Birdfinding.info ⇒  The last report of a Great Auk that is generally accepted as valid was a sighting from a fishing vessel on the Grand Banks east of Newfoundland in December 1852.  The last specimens had been collected eight years earlier, reportedly a pair defending an egg (possibly the very last egg) at Eldey Rock, Iceland, on June 3, 1844.  These final encounters marked the end of a centuries-long campaign in which the fishermen and explorers of several European nations collaborated in the annihilation of a recently abundant, but vulnerable species.  As T. Parkin aptly remarked in 1894, “It never appears to have entered into the calculations of the earlier generations of Great Auks that, sooner or later, evolution would produce a race of sailors to whom no flat coasts would be impregnable.

Great Auk †

Pinguinus impennis

Extinct.  Formerly bred on North Atlantic islets and dispersed to adjacent waters.

Inferred historical distribution of the Great Auk with last known colony sites marked as black dots.  © BirdLife International 2021

Breeding.  Nested in large colonies from May to July.  At least eight locations were active in historical times: three in Canada, one in Greenland, two in Iceland, and two on outlying European islands.

Funk Island, east of Newfoundland, supported ~10,000 pairs at the time of its discovery by modern Europeans, likely the majority of the world population at that time.  Other confirmed Canadian colony sites were Penguin Island (named for the Great Auk) and Bird Rocks in the Gulf of St. Lawrence.

The Greenland site, Paamiut, was not confirmed with direct evidence of nesting, but the circumstantial evidence of a population in southwestern Greenland is strong and centers on Paamiut.

The last known nest was on Eldey, beside the southwestern coast of Iceland, in 1844.  The local population had previously bred nearby on Geirfuglasker, but relocated after a volcanic eruption in 1830 submerged it.  A second confirmed Icelandic colony site was in the Westmann Islands.

Although fossil evidence indicates that it likely bred prehistorically at numerous sites along European coasts from Norway to France—and possibly south to Spain and even east to Italy—the last two certain European colony sites were in the Faeroes and St. Kilda, Scotland.

Nonbreeding.  Evidently wintered at sea in the latitudes of its breeding colonies and also much farther south—although, as a flightless bird, it was limited to swimmable distances.  According to J. J. Audubon, it was seen regularly in winter along the coast of Massachusetts in the 1700s.

Great Auk bones have been recovered from middens (i.e., accumulated food scrap piles of prehistorical human populations) as far south as Florida and Gibraltar, and on Sicily and the southeastern coast of Italy (Otranto).  These are generally interpreted as evidence of migration from more northerly breeding sites—although this remains conjectural, as the alternative explanations of local breeding populations and human transport cannot be ruled out.

Identification

The original “penguin” was an enormous, flightless version of its closest surviving relative, the Razorbill, sharing the same general body-plan, coloration, pattern, and long-but-tall, laterally compressed bill.

Great Auk eating a fish.  (The Birds of Europe, vol. 5 pl. 55.)  John Gould

It was about the size of a goose, 4 to 5 kg, and stood upright on land at 75-85 cm tall, with small vestigial wings.

Its remarkable bill measured approximately 82-90 mm long and 40-46 mm deep (i.e., tall), colored black, but with six or seven vertical whitish grooves on the outer half.

Great Auk.  (No. 41, the “Hanover Auk”.)  © Knoff

The upperparts were all-black except that breeding adults had a large white oval on the side of the forehead, between the eye and the bill.  Nonbreeding adults more closely matched the Razorbill’s plumage pattern.

Notes

Monotypic species.

IUCN Red List Status: Extinct.

References

BirdLife International. 2021. Pinguinus impennis. The IUCN Red List of Threatened Species 2021: e.T22694856A205919631. https://dx.doi.org/10.2305/IUCN.UK.2021-3.RLTS.T22694856A205919631.en. (Accessed January 3, 2022.)

Gaston, A.J., and I.L. Jones. 1998. The Auks: Alcidae. Oxford University Press.

Hume, J.P. 2017. Extinct Birds (Second Edition). Bloomsbury Publishing PLC, London.

Meldgaard, M. 1988. The Great Auk, Pinguinus impennis (L.) in Greenland. Historical Biology 1:145-178.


● **Task requirements**
All records after this line are to be returned verbatim.

....

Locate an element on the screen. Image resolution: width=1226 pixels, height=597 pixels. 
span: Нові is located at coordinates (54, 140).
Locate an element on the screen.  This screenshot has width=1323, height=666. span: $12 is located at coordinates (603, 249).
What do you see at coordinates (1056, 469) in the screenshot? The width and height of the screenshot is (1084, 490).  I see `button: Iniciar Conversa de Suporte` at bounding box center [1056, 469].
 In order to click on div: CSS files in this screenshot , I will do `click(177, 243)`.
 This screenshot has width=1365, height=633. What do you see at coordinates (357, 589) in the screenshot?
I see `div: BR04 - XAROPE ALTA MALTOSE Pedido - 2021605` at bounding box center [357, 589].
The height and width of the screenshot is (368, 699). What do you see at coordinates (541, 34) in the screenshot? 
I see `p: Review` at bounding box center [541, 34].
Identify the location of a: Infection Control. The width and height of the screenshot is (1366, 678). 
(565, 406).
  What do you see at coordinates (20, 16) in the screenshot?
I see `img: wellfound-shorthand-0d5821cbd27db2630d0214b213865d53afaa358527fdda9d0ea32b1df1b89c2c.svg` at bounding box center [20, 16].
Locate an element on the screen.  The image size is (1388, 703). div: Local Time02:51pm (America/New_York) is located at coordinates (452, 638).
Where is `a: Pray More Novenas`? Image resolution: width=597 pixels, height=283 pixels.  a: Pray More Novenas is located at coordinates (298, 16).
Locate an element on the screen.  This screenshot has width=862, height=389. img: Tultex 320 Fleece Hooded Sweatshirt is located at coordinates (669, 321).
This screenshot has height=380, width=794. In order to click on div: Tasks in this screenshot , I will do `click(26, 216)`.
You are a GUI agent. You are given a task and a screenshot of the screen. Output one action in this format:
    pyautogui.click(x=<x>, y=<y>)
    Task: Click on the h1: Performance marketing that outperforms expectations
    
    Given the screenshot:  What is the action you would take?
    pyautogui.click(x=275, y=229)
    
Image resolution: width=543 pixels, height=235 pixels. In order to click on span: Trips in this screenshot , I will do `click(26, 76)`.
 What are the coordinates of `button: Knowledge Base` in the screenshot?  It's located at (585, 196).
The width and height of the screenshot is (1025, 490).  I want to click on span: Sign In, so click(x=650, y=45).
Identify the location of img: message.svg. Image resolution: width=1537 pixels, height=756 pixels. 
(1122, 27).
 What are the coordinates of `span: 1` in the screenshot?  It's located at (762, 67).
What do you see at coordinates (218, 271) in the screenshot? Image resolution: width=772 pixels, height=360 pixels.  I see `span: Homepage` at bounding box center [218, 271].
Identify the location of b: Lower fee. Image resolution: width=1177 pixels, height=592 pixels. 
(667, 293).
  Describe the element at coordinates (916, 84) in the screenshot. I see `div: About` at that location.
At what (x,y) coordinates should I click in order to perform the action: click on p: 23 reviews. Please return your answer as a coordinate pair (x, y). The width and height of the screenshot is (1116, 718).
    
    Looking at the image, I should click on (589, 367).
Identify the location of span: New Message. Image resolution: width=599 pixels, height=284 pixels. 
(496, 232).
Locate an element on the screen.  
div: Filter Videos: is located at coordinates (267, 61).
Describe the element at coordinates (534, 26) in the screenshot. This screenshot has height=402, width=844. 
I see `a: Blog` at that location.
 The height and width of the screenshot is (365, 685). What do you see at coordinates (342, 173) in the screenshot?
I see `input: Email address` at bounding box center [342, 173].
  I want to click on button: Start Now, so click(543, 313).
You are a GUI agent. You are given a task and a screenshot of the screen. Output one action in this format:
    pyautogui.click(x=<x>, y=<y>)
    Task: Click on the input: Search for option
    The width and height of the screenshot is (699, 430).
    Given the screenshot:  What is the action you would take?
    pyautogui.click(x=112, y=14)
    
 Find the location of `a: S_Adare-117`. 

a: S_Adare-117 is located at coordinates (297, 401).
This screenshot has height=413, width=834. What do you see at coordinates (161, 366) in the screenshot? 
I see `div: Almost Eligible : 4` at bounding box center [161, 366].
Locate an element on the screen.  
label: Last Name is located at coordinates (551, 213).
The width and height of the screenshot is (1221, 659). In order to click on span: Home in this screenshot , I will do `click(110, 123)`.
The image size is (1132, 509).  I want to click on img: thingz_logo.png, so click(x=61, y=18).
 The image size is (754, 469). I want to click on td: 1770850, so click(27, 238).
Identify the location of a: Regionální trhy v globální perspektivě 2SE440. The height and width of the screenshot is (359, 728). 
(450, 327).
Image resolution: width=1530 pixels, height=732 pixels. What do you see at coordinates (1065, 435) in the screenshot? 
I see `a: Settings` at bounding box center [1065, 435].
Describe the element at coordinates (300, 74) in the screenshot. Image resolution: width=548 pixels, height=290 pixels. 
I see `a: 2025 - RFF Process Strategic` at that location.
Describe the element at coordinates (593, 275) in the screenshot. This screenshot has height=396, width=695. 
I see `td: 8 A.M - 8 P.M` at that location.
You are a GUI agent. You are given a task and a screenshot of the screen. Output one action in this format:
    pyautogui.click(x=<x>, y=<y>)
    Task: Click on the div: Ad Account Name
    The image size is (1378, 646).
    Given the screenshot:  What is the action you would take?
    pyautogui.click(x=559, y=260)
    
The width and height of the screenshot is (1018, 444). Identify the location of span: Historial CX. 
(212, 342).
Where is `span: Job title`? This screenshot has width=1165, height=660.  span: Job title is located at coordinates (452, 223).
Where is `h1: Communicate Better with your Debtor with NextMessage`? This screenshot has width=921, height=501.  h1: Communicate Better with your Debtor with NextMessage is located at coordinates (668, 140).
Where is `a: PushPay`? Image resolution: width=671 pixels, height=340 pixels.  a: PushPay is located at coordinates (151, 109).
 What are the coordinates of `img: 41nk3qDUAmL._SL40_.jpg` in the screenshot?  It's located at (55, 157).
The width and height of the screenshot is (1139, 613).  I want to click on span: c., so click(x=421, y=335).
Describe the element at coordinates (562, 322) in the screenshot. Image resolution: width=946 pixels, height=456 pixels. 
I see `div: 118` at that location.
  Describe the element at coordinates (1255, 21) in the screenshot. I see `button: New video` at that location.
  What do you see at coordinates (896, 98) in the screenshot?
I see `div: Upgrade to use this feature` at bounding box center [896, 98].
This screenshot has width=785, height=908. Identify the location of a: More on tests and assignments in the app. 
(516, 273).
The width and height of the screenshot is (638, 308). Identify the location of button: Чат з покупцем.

....

● **Finished exercise**
Locate an element on the screen. Image resolution: width=1226 pixels, height=597 pixels. 
span: Нові is located at coordinates (54, 140).
Locate an element on the screen.  This screenshot has width=1323, height=666. span: $12 is located at coordinates (603, 249).
What do you see at coordinates (1056, 469) in the screenshot? The width and height of the screenshot is (1084, 490).  I see `button: Iniciar Conversa de Suporte` at bounding box center [1056, 469].
 In order to click on div: CSS files in this screenshot , I will do `click(177, 243)`.
 This screenshot has width=1365, height=633. What do you see at coordinates (357, 589) in the screenshot?
I see `div: BR04 - XAROPE ALTA MALTOSE Pedido - 2021605` at bounding box center [357, 589].
The height and width of the screenshot is (368, 699). What do you see at coordinates (541, 34) in the screenshot? 
I see `p: Review` at bounding box center [541, 34].
Identify the location of a: Infection Control. The width and height of the screenshot is (1366, 678). 
(565, 406).
  What do you see at coordinates (20, 16) in the screenshot?
I see `img: wellfound-shorthand-0d5821cbd27db2630d0214b213865d53afaa358527fdda9d0ea32b1df1b89c2c.svg` at bounding box center [20, 16].
Locate an element on the screen.  The image size is (1388, 703). div: Local Time02:51pm (America/New_York) is located at coordinates (452, 638).
Where is `a: Pray More Novenas`? Image resolution: width=597 pixels, height=283 pixels.  a: Pray More Novenas is located at coordinates (298, 16).
Locate an element on the screen.  This screenshot has width=862, height=389. img: Tultex 320 Fleece Hooded Sweatshirt is located at coordinates (669, 321).
This screenshot has height=380, width=794. In order to click on div: Tasks in this screenshot , I will do `click(26, 216)`.
You are a GUI agent. You are given a task and a screenshot of the screen. Output one action in this format:
    pyautogui.click(x=<x>, y=<y>)
    Task: Click on the h1: Performance marketing that outperforms expectations
    
    Given the screenshot:  What is the action you would take?
    pyautogui.click(x=275, y=229)
    
Image resolution: width=543 pixels, height=235 pixels. In order to click on span: Trips in this screenshot , I will do `click(26, 76)`.
 What are the coordinates of `button: Knowledge Base` in the screenshot?  It's located at (585, 196).
The width and height of the screenshot is (1025, 490).  I want to click on span: Sign In, so click(x=650, y=45).
Identify the location of img: message.svg. Image resolution: width=1537 pixels, height=756 pixels. 
(1122, 27).
 What are the coordinates of `span: 1` in the screenshot?  It's located at (762, 67).
What do you see at coordinates (218, 271) in the screenshot? Image resolution: width=772 pixels, height=360 pixels.  I see `span: Homepage` at bounding box center [218, 271].
Identify the location of b: Lower fee. Image resolution: width=1177 pixels, height=592 pixels. 
(667, 293).
  Describe the element at coordinates (916, 84) in the screenshot. I see `div: About` at that location.
At what (x,y) coordinates should I click in order to perform the action: click on p: 23 reviews. Please return your answer as a coordinate pair (x, y). The width and height of the screenshot is (1116, 718).
    
    Looking at the image, I should click on (589, 367).
Identify the location of span: New Message. Image resolution: width=599 pixels, height=284 pixels. 
(496, 232).
Locate an element on the screen.  
div: Filter Videos: is located at coordinates (267, 61).
Describe the element at coordinates (534, 26) in the screenshot. This screenshot has height=402, width=844. 
I see `a: Blog` at that location.
 The height and width of the screenshot is (365, 685). What do you see at coordinates (342, 173) in the screenshot?
I see `input: Email address` at bounding box center [342, 173].
  I want to click on button: Start Now, so click(543, 313).
You are a GUI agent. You are given a task and a screenshot of the screen. Output one action in this format:
    pyautogui.click(x=<x>, y=<y>)
    Task: Click on the input: Search for option
    The width and height of the screenshot is (699, 430).
    Given the screenshot:  What is the action you would take?
    pyautogui.click(x=112, y=14)
    
 Find the location of `a: S_Adare-117`. 

a: S_Adare-117 is located at coordinates (297, 401).
This screenshot has height=413, width=834. What do you see at coordinates (161, 366) in the screenshot? 
I see `div: Almost Eligible : 4` at bounding box center [161, 366].
Locate an element on the screen.  
label: Last Name is located at coordinates (551, 213).
The width and height of the screenshot is (1221, 659). In order to click on span: Home in this screenshot , I will do `click(110, 123)`.
The image size is (1132, 509).  I want to click on img: thingz_logo.png, so click(x=61, y=18).
 The image size is (754, 469). I want to click on td: 1770850, so click(27, 238).
Identify the location of a: Regionální trhy v globální perspektivě 2SE440. The height and width of the screenshot is (359, 728). 
(450, 327).
Image resolution: width=1530 pixels, height=732 pixels. What do you see at coordinates (1065, 435) in the screenshot? 
I see `a: Settings` at bounding box center [1065, 435].
Describe the element at coordinates (300, 74) in the screenshot. Image resolution: width=548 pixels, height=290 pixels. 
I see `a: 2025 - RFF Process Strategic` at that location.
Describe the element at coordinates (593, 275) in the screenshot. This screenshot has height=396, width=695. 
I see `td: 8 A.M - 8 P.M` at that location.
You are a GUI agent. You are given a task and a screenshot of the screen. Output one action in this format:
    pyautogui.click(x=<x>, y=<y>)
    Task: Click on the div: Ad Account Name
    The image size is (1378, 646).
    Given the screenshot:  What is the action you would take?
    pyautogui.click(x=559, y=260)
    
The width and height of the screenshot is (1018, 444). Identify the location of span: Historial CX. 
(212, 342).
Where is `span: Job title`? This screenshot has width=1165, height=660.  span: Job title is located at coordinates (452, 223).
Where is `h1: Communicate Better with your Debtor with NextMessage`? This screenshot has width=921, height=501.  h1: Communicate Better with your Debtor with NextMessage is located at coordinates (668, 140).
Where is `a: PushPay`? Image resolution: width=671 pixels, height=340 pixels.  a: PushPay is located at coordinates (151, 109).
 What are the coordinates of `img: 41nk3qDUAmL._SL40_.jpg` in the screenshot?  It's located at (55, 157).
The width and height of the screenshot is (1139, 613).  I want to click on span: c., so click(x=421, y=335).
Describe the element at coordinates (562, 322) in the screenshot. Image resolution: width=946 pixels, height=456 pixels. 
I see `div: 118` at that location.
  Describe the element at coordinates (1255, 21) in the screenshot. I see `button: New video` at that location.
  What do you see at coordinates (896, 98) in the screenshot?
I see `div: Upgrade to use this feature` at bounding box center [896, 98].
This screenshot has width=785, height=908. Identify the location of a: More on tests and assignments in the app. 
(516, 273).
The width and height of the screenshot is (638, 308). Identify the location of button: Чат з покупцем.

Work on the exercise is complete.